This month we tackled The Drunkard’s Walk: How Randomness Rules Our Lives by Leonard Mlodinow.
Consensus? It was… a bit of a slog.
Not a bad book, just a dense one. Thankfully, there were enough stories tucked between the statistics to give us plenty to talk about. The clear walkthrough of the Monty Hall problem was a highlight, and I was unexpectedly fascinated by the bell curve and how probability quietly shapes so much of everyday life.
One thing none of us expected was how the book ended. Mlodinow ties probability, chance, and gambling to his family’s experience during the Holocaust. His parents survived. Some of his relatives did not. It’s a sobering, heartbreaking story, but also a fascinating example of how randomness and probability aren’t just abstract mathematical concepts—they can have profound consequences in real lives.
Will math people laugh at the fact that our big takeaways were the Monty Hall problem and the bell curve? Probably. But we’re a book club, not a statistics department, and there’s something satisfying about wrestling with a book that’s outside your comfort zone.
Would we recommend it? Probably not as a first choice. Was I glad we read it? Absolutely. Sometimes the value of a book isn’t that it becomes a favorite—it’s that it stretches your brain in a direction it doesn’t normally go.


# Your goal
From the line below that contains "Give me the" to the line that contains "I need the location", repeat every line exactly, both ends included, and nothing else.

# Source data
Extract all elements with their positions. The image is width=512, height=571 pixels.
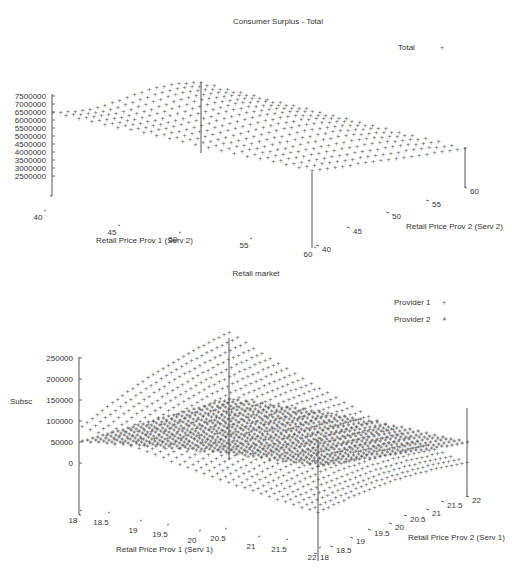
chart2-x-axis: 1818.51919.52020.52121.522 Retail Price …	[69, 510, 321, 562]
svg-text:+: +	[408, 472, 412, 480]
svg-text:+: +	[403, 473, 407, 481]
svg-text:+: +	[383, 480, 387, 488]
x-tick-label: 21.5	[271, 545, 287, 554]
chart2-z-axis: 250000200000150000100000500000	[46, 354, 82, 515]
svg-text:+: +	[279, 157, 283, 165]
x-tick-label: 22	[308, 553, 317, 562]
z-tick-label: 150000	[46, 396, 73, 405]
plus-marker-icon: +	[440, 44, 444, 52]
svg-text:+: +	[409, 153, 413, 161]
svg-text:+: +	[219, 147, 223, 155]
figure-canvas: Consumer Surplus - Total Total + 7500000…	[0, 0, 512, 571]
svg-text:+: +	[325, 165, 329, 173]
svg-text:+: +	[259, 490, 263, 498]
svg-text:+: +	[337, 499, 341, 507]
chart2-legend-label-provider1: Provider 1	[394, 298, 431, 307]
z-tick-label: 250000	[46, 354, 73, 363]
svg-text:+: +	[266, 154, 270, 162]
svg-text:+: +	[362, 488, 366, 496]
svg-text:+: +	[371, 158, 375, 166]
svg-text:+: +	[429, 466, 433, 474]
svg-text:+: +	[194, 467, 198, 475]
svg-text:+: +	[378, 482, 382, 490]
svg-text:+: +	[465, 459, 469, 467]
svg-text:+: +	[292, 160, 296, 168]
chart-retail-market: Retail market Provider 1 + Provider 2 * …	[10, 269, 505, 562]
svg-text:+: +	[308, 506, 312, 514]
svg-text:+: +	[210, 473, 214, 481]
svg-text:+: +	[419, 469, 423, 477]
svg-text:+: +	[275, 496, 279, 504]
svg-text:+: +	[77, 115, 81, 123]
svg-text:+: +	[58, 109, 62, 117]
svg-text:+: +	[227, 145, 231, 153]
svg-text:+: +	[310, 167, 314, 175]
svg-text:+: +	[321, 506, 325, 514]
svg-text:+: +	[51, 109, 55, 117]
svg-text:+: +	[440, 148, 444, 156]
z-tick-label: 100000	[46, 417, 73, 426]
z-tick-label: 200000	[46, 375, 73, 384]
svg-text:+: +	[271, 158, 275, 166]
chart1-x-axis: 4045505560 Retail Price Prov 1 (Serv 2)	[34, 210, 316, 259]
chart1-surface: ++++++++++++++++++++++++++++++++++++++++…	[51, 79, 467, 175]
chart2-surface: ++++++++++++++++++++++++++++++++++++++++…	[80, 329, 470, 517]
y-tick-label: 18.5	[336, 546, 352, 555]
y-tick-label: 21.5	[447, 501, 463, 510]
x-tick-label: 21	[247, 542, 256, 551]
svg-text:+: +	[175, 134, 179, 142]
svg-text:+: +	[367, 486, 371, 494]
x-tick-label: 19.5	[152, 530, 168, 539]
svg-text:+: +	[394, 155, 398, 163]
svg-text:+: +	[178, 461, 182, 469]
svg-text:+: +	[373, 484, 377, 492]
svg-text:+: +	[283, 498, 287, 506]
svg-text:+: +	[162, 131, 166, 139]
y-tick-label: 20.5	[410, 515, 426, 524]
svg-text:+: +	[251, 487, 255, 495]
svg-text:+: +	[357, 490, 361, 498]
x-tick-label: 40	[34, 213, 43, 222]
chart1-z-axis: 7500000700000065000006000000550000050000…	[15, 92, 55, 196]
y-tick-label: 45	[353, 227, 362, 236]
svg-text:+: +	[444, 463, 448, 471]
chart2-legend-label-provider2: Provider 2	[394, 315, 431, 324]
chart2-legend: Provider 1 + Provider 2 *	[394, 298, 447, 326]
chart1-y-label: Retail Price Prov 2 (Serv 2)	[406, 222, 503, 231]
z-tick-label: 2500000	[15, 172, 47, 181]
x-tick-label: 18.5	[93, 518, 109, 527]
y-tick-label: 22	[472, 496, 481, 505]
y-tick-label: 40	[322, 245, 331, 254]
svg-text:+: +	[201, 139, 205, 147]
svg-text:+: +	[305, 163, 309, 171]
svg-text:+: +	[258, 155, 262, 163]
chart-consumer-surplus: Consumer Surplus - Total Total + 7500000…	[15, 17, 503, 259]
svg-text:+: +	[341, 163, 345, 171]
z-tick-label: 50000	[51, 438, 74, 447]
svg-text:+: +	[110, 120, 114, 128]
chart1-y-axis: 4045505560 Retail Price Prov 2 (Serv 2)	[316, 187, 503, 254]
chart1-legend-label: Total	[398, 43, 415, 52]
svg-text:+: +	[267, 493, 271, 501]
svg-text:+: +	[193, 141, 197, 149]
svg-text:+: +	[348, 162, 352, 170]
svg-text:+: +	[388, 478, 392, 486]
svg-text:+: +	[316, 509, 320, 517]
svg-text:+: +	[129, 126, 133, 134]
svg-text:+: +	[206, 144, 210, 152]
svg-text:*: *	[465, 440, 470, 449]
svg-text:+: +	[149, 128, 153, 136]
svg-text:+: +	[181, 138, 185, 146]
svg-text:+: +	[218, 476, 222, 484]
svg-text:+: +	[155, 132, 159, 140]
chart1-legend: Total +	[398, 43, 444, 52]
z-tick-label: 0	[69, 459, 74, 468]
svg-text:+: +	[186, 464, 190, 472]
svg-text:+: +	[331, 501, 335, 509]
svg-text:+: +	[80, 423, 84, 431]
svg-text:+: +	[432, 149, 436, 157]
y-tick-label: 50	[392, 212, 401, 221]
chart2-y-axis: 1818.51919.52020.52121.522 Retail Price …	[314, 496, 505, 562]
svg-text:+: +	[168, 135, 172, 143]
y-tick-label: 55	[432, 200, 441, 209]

---

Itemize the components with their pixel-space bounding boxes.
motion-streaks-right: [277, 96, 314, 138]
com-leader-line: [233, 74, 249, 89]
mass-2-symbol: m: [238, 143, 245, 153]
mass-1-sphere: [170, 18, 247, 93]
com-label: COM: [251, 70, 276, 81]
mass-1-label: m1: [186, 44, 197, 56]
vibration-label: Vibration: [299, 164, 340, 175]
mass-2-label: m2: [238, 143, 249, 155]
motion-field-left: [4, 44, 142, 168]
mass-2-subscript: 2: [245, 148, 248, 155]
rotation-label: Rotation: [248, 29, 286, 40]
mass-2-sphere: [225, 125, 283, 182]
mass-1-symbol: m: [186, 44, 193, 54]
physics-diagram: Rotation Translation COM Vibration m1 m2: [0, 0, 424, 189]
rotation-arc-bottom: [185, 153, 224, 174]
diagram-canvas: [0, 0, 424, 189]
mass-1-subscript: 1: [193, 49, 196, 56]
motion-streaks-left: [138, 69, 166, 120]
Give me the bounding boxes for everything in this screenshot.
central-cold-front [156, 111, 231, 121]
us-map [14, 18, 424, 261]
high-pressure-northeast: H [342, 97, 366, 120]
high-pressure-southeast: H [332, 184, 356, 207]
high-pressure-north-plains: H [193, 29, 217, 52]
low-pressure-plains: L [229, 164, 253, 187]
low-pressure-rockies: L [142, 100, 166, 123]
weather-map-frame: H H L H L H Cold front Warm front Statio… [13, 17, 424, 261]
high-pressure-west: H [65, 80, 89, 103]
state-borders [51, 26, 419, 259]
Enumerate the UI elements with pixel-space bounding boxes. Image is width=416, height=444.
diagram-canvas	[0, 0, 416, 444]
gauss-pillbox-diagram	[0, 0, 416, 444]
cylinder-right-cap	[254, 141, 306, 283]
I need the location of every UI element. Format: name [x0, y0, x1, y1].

# Finished task
Give me the bounding boxes for everything in this screenshot.
central-cold-front [156, 111, 231, 121]
us-map [14, 18, 424, 261]
high-pressure-northeast: H [342, 97, 366, 120]
high-pressure-southeast: H [332, 184, 356, 207]
high-pressure-north-plains: H [193, 29, 217, 52]
low-pressure-plains: L [229, 164, 253, 187]
low-pressure-rockies: L [142, 100, 166, 123]
weather-map-frame: H H L H L H Cold front Warm front Statio… [13, 17, 424, 261]
high-pressure-west: H [65, 80, 89, 103]
state-borders [51, 26, 419, 259]
Enumerate the UI elements with pixel-space bounding boxes. Image is width=416, height=444.
diagram-canvas	[0, 0, 416, 444]
gauss-pillbox-diagram	[0, 0, 416, 444]
cylinder-right-cap	[254, 141, 306, 283]
I need the location of every UI element. Format: name [x0, y0, x1, y1].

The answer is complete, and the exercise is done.